One life is as important as another life. Certainly the lives of 200 innocent school girls are important. Also important are the lives of hundreds of thousands of other women and their children still held by Boko Haram. They too should be taken into consideration in any negotiation and any swap arrangement that may be made.

One or two examples from other lands may help to convince us, if there is any doubt, that at critical moments, governments enter into negotiation with terrorists and other criminals to save lives. An American Army Sgt Bowe Bergdahl, serving in Afghanistan was captured by the Taliban on June 30, 2009. He was the only U.S. soldier captured by the Taliban.
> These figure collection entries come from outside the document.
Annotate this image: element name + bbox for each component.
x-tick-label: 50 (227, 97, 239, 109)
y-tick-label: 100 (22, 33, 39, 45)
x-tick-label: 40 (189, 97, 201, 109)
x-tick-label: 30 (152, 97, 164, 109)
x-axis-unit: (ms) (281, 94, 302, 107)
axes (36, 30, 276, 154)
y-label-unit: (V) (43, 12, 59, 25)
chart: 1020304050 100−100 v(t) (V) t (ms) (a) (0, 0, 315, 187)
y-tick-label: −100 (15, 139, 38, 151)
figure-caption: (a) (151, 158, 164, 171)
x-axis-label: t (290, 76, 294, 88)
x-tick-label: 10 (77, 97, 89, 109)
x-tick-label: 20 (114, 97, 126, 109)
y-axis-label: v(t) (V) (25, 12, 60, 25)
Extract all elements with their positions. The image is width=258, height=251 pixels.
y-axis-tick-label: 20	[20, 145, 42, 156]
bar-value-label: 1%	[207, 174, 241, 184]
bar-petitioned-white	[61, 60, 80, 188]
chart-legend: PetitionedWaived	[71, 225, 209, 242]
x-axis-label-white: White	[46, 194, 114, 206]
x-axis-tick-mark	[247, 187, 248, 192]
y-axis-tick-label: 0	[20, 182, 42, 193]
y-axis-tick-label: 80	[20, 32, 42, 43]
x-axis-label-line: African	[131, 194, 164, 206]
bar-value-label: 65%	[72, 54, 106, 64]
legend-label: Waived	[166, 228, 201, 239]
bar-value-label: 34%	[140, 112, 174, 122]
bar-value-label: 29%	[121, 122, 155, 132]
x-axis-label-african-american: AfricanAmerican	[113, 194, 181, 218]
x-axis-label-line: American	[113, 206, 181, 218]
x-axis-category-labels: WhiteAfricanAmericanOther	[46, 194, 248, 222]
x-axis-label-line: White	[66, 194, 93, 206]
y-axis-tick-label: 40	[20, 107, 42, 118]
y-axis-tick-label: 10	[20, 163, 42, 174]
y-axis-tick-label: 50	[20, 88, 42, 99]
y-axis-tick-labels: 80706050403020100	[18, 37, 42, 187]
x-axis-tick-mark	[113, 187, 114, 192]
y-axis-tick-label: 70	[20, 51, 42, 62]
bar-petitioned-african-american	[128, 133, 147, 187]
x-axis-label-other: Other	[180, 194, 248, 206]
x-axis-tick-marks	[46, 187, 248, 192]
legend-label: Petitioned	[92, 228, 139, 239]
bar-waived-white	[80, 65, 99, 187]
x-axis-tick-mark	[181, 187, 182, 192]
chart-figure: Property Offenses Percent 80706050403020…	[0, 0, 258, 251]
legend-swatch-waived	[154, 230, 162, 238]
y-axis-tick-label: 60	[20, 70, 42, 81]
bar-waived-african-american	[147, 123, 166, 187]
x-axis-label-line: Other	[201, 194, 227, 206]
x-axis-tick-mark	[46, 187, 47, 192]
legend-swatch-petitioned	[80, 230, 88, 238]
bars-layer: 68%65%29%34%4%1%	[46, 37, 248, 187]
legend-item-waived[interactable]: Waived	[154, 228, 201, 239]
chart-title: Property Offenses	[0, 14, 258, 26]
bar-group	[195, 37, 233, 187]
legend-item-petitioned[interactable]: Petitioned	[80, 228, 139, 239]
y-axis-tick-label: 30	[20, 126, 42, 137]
After five years in captivity, the Taliban agreed to release him to the U.S. in exchange for five senior Taliban detainees at the U.S. prison in Guantanamo Bay in Cuba. The five Taliban soldiers were held for nearly eight years. They were captured by the U.S. troops shortly after the U.S. led invasion of Afghanistan in which they toppled the Taliban from power in Kabul. The negotiation for the swap was mediated by the government of Qatar in the Persian Gulf.

The United States of America have had more than its own share of international embarrassment and humiliation in the hands of terrorists. But it did not hesitate to negotiate with them, even if through third parties, to save the lives of its citizens. On June 14, 1985, for instance, an American airliner, Trans World Airline, TWA, flight 847 took off from Athens in Greece heading for Rome with 153 passengers, 135 of them Americans. Immediately on take-off, two gunmen who identified themselves as members of the Islamic Jihad ordered the captain at gun point to fly the plane to Beirut. That was the beginning of a sensational hijack that lasted more than two weeks, with one fatality and plenty of sleepless nights for President Ronald Reagan.

There were of course arguments for and against negotiating with terrorists. President Reagan naturally took the position of a non-negotiation with criminals but his officials persuaded him to look the other way. When it was all over, it was thanks to a strategy that combined deceit with pragmatism. Reagan turned a blind eye and U.S. officials persuaded the international media to switch off the terrorists who were enjoying the publicity attendant on their bragado. Exhausted and worn out, the terrorists who were no longer enjoying the klieg light of publicity were persuaded by media men who served as mediators to let go the hostages.

If Nigerian government officials engage the Boko Haram in talks and extend this to the Niger Delta militants in a comprehensive manner, so that no community is left out, I am certain that our daughters from Chibok will be back home alive and the Niger Delta militants will give peace a chance. What is required in this situation is tact, magnanimity and sincerity.